If you grew up being told your thoughts were sinful, your emotions were dangerous, your questions were a spiritual problem, and your worth was conditional on compliance, that is control. It doesn't matter what the sign above the door said.
You Don't Have to Call It a Cult to Heal from It
This is the part that matters most.
You can call it a high-control church. An authoritarian religious environment. A spiritually abusive system. Your old church. You can avoid the word entirely if it doesn't fit or if you're not ready for it.
Your healing does not depend on landing on the right label.
It depends on understanding what that environment did to your nervous system, your identity, and your sense of what you're allowed to be.
The better question isn't whether your church was a cult. It's whether your environment used control in ways that harmed you. Whether you left parts of yourself behind to survive inside it. Whether you're still carrying fear, shame, guilt, or hypervigilance that made sense then and is costing you now.
If you're still asking whether what you experienced qualifies, my guide on recognizing the signs of a cult goes deeper into what to look for and what recovery can look like.
If the answer to any of those is yes, that's what therapy is for.
Whether you call it a strict church, a high-control religious environment, purity culture, spiritual abuse, an authoritarian group, or a cult, the impact on your nervous system is what deserves attention. And that impact is real.
EMDR and somatic approaches work well here because religious trauma doesn't live only in what you think. It lives in how your body responds when someone prays out loud near you, when you hear a worship song in a grocery store, when someone asks you what you believe and you feel the old fear move through you before you can answer.

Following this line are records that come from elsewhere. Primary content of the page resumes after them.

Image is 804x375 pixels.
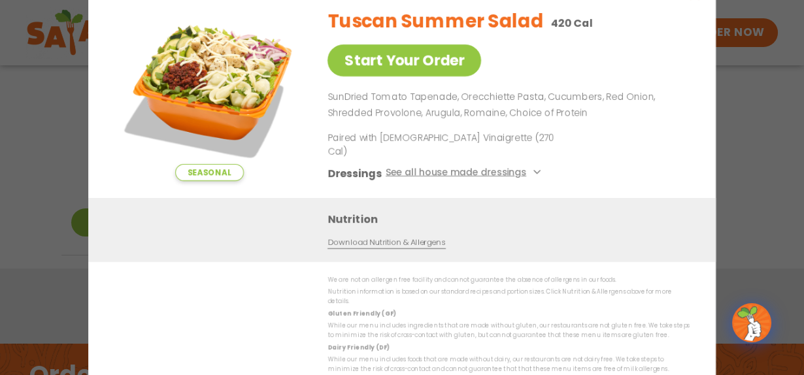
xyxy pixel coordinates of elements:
[733,305,770,341] img: wpChatIcon
[327,90,684,121] p: SunDried Tomato Tapenade, Orecchiette Pasta, Cucumbers, Red Onion, Shredded Provolone, Arugula, R...
[327,275,690,285] p: We are not an allergen free facility and cannot guarantee the absence of allergens in our foods.
[327,211,696,227] h3: Nutrition
[327,355,690,375] p: While our menu includes foods that are made without dairy, our restaurants are not dairy free. We...
[175,164,244,181] span: Seasonal
[551,15,593,31] p: 420 Cal
[386,165,544,182] button: See all house made dressings
[327,165,382,182] h3: Dressings
[327,321,690,341] p: While our menu includes ingredients that are made without gluten, our restaurants are not gluten ...
[327,131,569,159] p: Paired with [DEMOGRAPHIC_DATA] Vinaigrette (270 Cal)
[327,44,481,76] a: Start Your Order
[327,8,543,35] h2: Tuscan Summer Salad
[327,310,395,318] strong: Gluten Friendly (GF)
[327,237,445,249] a: Download Nutrition & Allergens
[327,287,690,307] p: Nutrition information is based on our standard recipes and portion sizes. Click Nutrition & Aller...
[327,344,389,352] strong: Dairy Friendly (DF)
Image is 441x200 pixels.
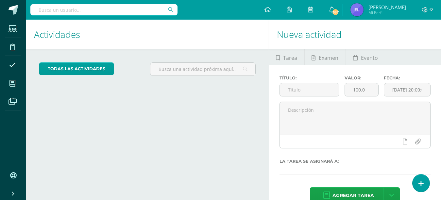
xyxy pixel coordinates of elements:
label: La tarea se asignará a: [280,159,431,164]
input: Título [280,83,339,96]
label: Título: [280,76,340,81]
a: Evento [346,49,385,65]
a: Tarea [269,49,305,65]
span: Mi Perfil [369,10,406,15]
input: Busca un usuario... [30,4,178,15]
input: Busca una actividad próxima aquí... [151,63,256,76]
input: Fecha de entrega [385,83,431,96]
span: Examen [319,50,339,66]
span: 387 [332,9,339,16]
h1: Actividades [34,20,261,49]
a: Examen [305,49,346,65]
label: Valor: [345,76,379,81]
span: Evento [361,50,378,66]
span: Tarea [283,50,297,66]
span: [PERSON_NAME] [369,4,406,10]
a: todas las Actividades [39,63,114,75]
img: ef35b1a0aae168ecd22398b5b60057ec.png [351,3,364,16]
label: Fecha: [384,76,431,81]
input: Puntos máximos [345,83,379,96]
h1: Nueva actividad [277,20,434,49]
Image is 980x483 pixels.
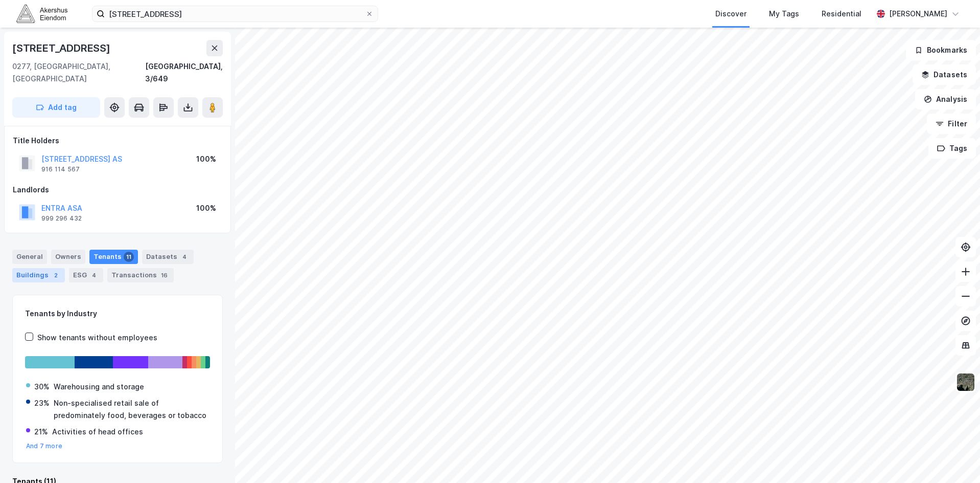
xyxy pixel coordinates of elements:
div: 30% [35,380,49,393]
div: Discover [715,7,747,20]
div: Datasets [142,250,194,263]
div: [PERSON_NAME] [889,7,947,20]
div: Tenants by Industry [25,307,210,320]
div: Activities of head offices [52,426,143,437]
input: Search by address, cadastre, landlords, tenants or people [105,6,365,22]
img: 9k= [956,372,975,392]
button: Analysis [915,89,976,109]
div: 11 [124,252,134,262]
div: Tenants [89,250,138,263]
div: 100% [196,153,216,165]
div: Landlords [13,183,222,196]
button: Datasets [913,65,976,85]
div: 4 [89,270,99,280]
div: 2 [51,270,61,280]
button: Tags [928,138,976,159]
iframe: Chat Widget [929,434,980,483]
div: 16 [158,270,169,280]
div: 916 114 567 [41,165,80,173]
button: Add tag [12,98,100,118]
div: Residential [822,7,862,20]
div: My Tags [769,7,799,20]
div: ESG [69,268,103,283]
div: 100% [196,202,216,214]
div: Non-specialised retail sale of predominately food, beverages or tobacco [54,396,209,421]
div: Owners [51,250,86,263]
div: [GEOGRAPHIC_DATA], 3/649 [145,60,223,85]
div: Buildings [12,268,65,283]
img: akershus-eiendom-logo.9091f326c980b4bce74ccdd9f866810c.svg [16,5,67,23]
div: 4 [179,252,189,262]
button: Bookmarks [906,40,976,60]
div: 0277, [GEOGRAPHIC_DATA], [GEOGRAPHIC_DATA] [12,60,145,85]
div: [STREET_ADDRESS] [12,40,112,57]
div: General [12,250,47,263]
button: And 7 more [26,442,62,450]
div: Kontrollprogram for chat [929,434,980,483]
div: 999 296 432 [41,214,82,222]
div: Show tenants without employees [37,332,158,344]
div: Title Holders [13,135,222,147]
div: Transactions [107,268,174,283]
div: 21% [35,426,48,437]
div: Warehousing and storage [54,380,144,393]
button: Filter [927,114,976,134]
div: 23% [35,396,49,409]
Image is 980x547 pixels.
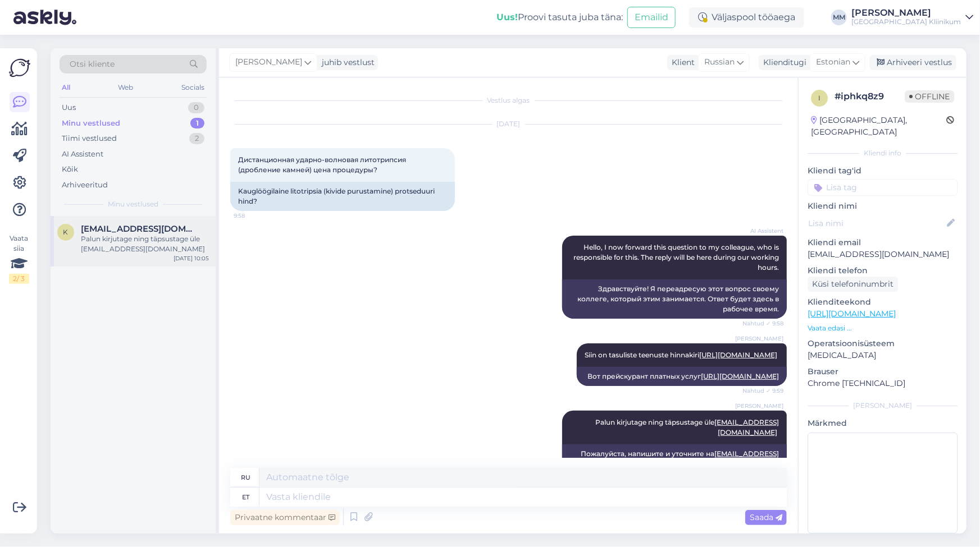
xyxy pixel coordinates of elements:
a: [PERSON_NAME][GEOGRAPHIC_DATA] Kliinikum [851,9,973,26]
span: Дистанционная ударно-волновая литотрипсия (дробление камней) цена процедуры? [238,155,408,174]
p: Brauser [808,366,957,377]
span: AI Assistent [742,227,783,235]
p: Kliendi nimi [808,200,957,212]
p: Vaata edasi ... [808,324,957,334]
div: [PERSON_NAME] [851,9,960,17]
p: Märkmed [808,418,957,429]
a: [URL][DOMAIN_NAME] [701,372,779,380]
span: Siin on tasuliste teenuste hinnakiri [585,351,779,359]
div: ru [241,468,250,487]
p: [EMAIL_ADDRESS][DOMAIN_NAME] [808,248,957,260]
div: [GEOGRAPHIC_DATA], [GEOGRAPHIC_DATA] [811,114,946,138]
b: Uus! [496,12,518,23]
div: juhib vestlust [318,57,374,69]
div: Uus [62,102,75,113]
span: Minu vestlused [108,200,158,209]
span: Palun kirjutage ning täpsustage üle [596,418,779,437]
div: Вот прейскурант платных услуг [577,367,787,386]
div: Kliendi info [808,148,957,158]
input: Lisa tag [808,179,957,196]
button: Emailid [627,7,676,28]
span: [PERSON_NAME] [735,402,783,410]
span: k [64,227,69,236]
p: [MEDICAL_DATA] [808,349,957,361]
span: Nähtud ✓ 9:58 [742,320,783,328]
div: Väljaspool tööaega [689,7,804,28]
span: Otsi kliente [70,59,114,70]
span: [PERSON_NAME] [735,335,783,342]
p: Kliendi tag'id [808,165,957,177]
div: Tiimi vestlused [62,133,116,144]
div: Palun kirjutage ning täpsustage üle [EMAIL_ADDRESS][DOMAIN_NAME] [81,234,209,254]
div: Kauglöögilaine litotripsia (kivide purustamine) protseduuri hind? [230,182,455,211]
div: 0 [188,102,205,113]
span: i [818,94,820,102]
div: Proovi tasuta juba täna: [496,11,623,24]
p: Chrome [TECHNICAL_ID] [808,377,957,390]
div: Socials [179,80,207,95]
div: Klienditugi [759,57,806,69]
span: 9:58 [234,211,276,220]
div: All [60,80,72,95]
div: Kõik [62,164,78,176]
div: # iphkq8z9 [835,89,905,103]
div: Пожалуйста, напишите и уточните на [562,445,787,474]
div: 2 / 3 [9,274,30,284]
p: Kliendi email [808,237,957,248]
div: [GEOGRAPHIC_DATA] Kliinikum [851,17,960,26]
span: [PERSON_NAME] [235,57,302,69]
span: Hello, I now forward this question to my colleague, who is responsible for this. The reply will b... [573,243,780,272]
div: Küsi telefoninumbrit [808,277,899,292]
input: Lisa nimi [808,217,944,229]
div: Klient [667,57,695,69]
img: Askly Logo [9,58,30,78]
div: Vestlus algas [230,96,787,106]
span: Russian [704,57,735,69]
p: Operatsioonisüsteem [808,338,957,349]
div: Vaata siia [9,233,30,284]
span: kostukm597@gmail.com [81,224,198,234]
div: Web [116,80,136,95]
div: [DATE] 10:05 [174,254,209,262]
p: Kliendi telefon [808,265,957,277]
div: 2 [190,133,205,144]
div: Arhiveeritud [62,180,108,191]
a: [URL][DOMAIN_NAME] [808,309,896,319]
div: [DATE] [230,119,787,129]
div: Arhiveeri vestlus [870,55,956,70]
span: Saada [750,512,782,523]
span: Nähtud ✓ 9:59 [742,387,783,395]
span: Estonian [816,57,850,69]
a: [EMAIL_ADDRESS][DOMAIN_NAME] [714,450,779,468]
p: Klienditeekond [808,297,957,308]
div: Privaatne kommentaar [230,510,340,525]
div: Minu vestlused [62,118,120,129]
div: 1 [190,118,205,129]
div: et [242,488,249,507]
a: [URL][DOMAIN_NAME] [699,351,777,359]
div: MM [831,9,847,26]
div: Здравствуйте! Я переадресую этот вопрос своему коллеге, который этим занимается. Ответ будет здес... [562,280,787,319]
div: AI Assistent [62,149,103,160]
span: Offline [905,90,954,102]
a: [EMAIL_ADDRESS][DOMAIN_NAME] [714,418,779,437]
div: [PERSON_NAME] [808,401,957,411]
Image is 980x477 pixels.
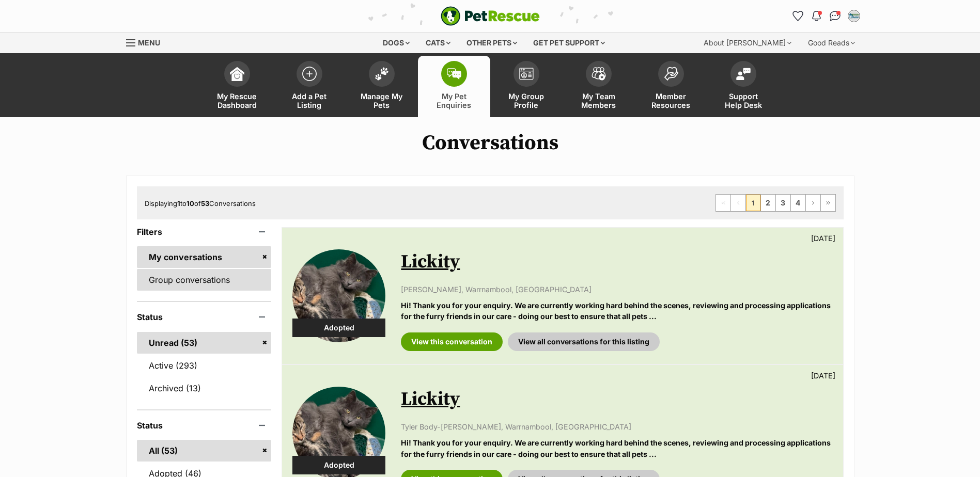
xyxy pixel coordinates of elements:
div: Cats [419,33,457,53]
button: Notifications [808,8,825,25]
div: Adopted [292,456,386,475]
a: Add a Pet Listing [274,56,346,117]
a: PetRescue [440,7,540,25]
strong: 10 [187,199,194,207]
a: My Rescue Dashboard [201,56,274,117]
a: Menu [126,33,168,51]
a: Favourites [790,8,806,25]
span: Member Resources [648,92,694,109]
span: First page [716,195,731,211]
a: Unread (53) [137,332,272,354]
p: Hi! Thank you for your enquiry. We are currently working hard behind the scenes, reviewing and pr... [401,437,833,460]
img: chat-41dd97257d64d25036548639549fe6c8038ab92f7586957e7f3b1b290dea8141.svg [830,11,840,21]
header: Status [137,312,272,321]
a: All (53) [137,440,272,462]
div: Dogs [375,33,417,53]
a: Support Help Desk [707,56,780,117]
button: My account [846,8,862,25]
ul: Account quick links [790,8,862,25]
img: logo-e224e6f780fb5917bec1dbf3a21bbac754714ae5b6737aabdf751b685950b380.svg [440,7,540,25]
span: Previous page [731,195,746,211]
a: Group conversations [137,269,272,290]
a: Member Resources [635,56,707,117]
img: manage-my-pets-icon-02211641906a0b7f246fdf0571729dbe1e7629f14944591b6c1af311fb30b64b.svg [374,67,390,80]
a: Page 4 [791,195,806,211]
div: Get pet support [526,33,612,53]
p: [PERSON_NAME], Warrnambool, [GEOGRAPHIC_DATA] [401,284,833,295]
strong: 53 [201,199,209,207]
a: View this conversation [401,333,503,352]
a: Lickity [401,387,460,411]
span: My Team Members [575,92,623,109]
div: Adopted [292,319,386,337]
a: Page 3 [776,195,790,211]
span: Support Help Desk [721,92,767,109]
span: Menu [138,39,160,47]
a: My conversations [137,246,272,268]
img: team-members-icon-5396bd8760b3fe7c0b43da4ab00e1e3bb1a5d9ba89233759b79545d2d3fc5d0d.svg [591,67,606,80]
div: Other pets [459,33,524,53]
a: My Pet Enquiries [418,56,490,117]
p: [DATE] [811,370,836,381]
a: Lickity [401,251,460,273]
p: Tyler Body-[PERSON_NAME], Warrnambool, [GEOGRAPHIC_DATA] [401,421,833,433]
span: My Group Profile [504,92,550,109]
nav: Pagination [716,194,837,212]
header: Status [137,421,272,430]
span: My Pet Enquiries [431,92,477,109]
a: Archived (13) [137,378,272,400]
a: Last page [822,195,836,211]
img: dashboard-icon-eb2f2d2d3e046f16d808141f083e7271f6b2e854fb5c12c21221c1fb7104beca.svg [230,67,244,81]
div: Good Reads [801,33,862,53]
img: add-pet-listing-icon-0afa8454b4691262ce3f59096e99ab1cd57d4a30225e0717b998d2c9b9846f56.svg [303,67,317,81]
span: Add a Pet Listing [287,92,333,109]
img: group-profile-icon-3fa3cf56718a62981997c0bc7e787c4b2cf8bcc04b72c1350f741eb67cf2f40e.svg [520,68,534,80]
a: Manage My Pets [346,56,418,117]
img: Matisse profile pic [849,11,859,21]
a: Active (293) [137,354,272,376]
p: Hi! Thank you for your enquiry. We are currently working hard behind the scenes, reviewing and pr... [401,300,833,322]
span: Page 1 [746,195,761,211]
a: Page 2 [761,195,775,211]
a: My Team Members [563,56,635,117]
img: help-desk-icon-fdf02630f3aa405de69fd3d07c3f3aa587a6932b1a1747fa1d2bba05be0121f9.svg [737,68,751,80]
a: View all conversations for this listing [508,333,660,352]
div: About [PERSON_NAME] [697,33,799,53]
header: Filters [137,227,272,237]
img: pet-enquiries-icon-7e3ad2cf08bfb03b45e93fb7055b45f3efa6380592205ae92323e6603595dc1f.svg [447,68,461,79]
img: Lickity [292,250,386,342]
a: My Group Profile [490,56,563,117]
a: Conversations [827,8,844,25]
span: Manage My Pets [358,92,406,109]
img: notifications-46538b983faf8c2785f20acdc204bb7945ddae34d4c08c2a6579f10ce5e182be.svg [812,11,821,21]
p: [DATE] [811,233,836,244]
img: member-resources-icon-8e73f808a243e03378d46382f2149f9095a855e16c252ad45f914b54edf8863c.svg [664,67,678,80]
strong: 1 [177,199,180,207]
span: Displaying to of Conversations [144,199,256,207]
a: Next page [806,195,821,211]
span: My Rescue Dashboard [214,92,260,109]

That's not irrational. That's a conditioned response. And it can shift.
Therapy for Cult Recovery and Religious Trauma in Las Vegas, Nevada, New Jersey, Colorado, and Utah
If you are in Las Vegas, Nevada, New Jersey, Colorado, or Utah and you are trying to make sense of what you experienced inside a high-control religious environment, I would be glad to connect.
I work with high-functioning adults who are leaving or have left high-control systems and are still carrying what those systems built inside them. People who aren't sure what to call what happened, but know something did. Sessions are available in person in Las Vegas and via telehealth throughout Nevada, New Jersey, Colorado, and Utah.
You can reach out through the contact form if you have questions and are not quite ready to book. If you are ready, you can schedule a free 20-minute consultation here.
You don't have to know what to call it yet. You just have to know something needs to change.

Rachel Hansen, LCSW, is a licensed trauma therapist in Las Vegas specializing in EMDR, somatic approaches, and psychedelic integration for adults healing from complex trauma, religious trauma, and high-control environments. She offers in-person therapy in Las Vegas and online therapy in Nevada, New Jersey, Colorado, and Utah.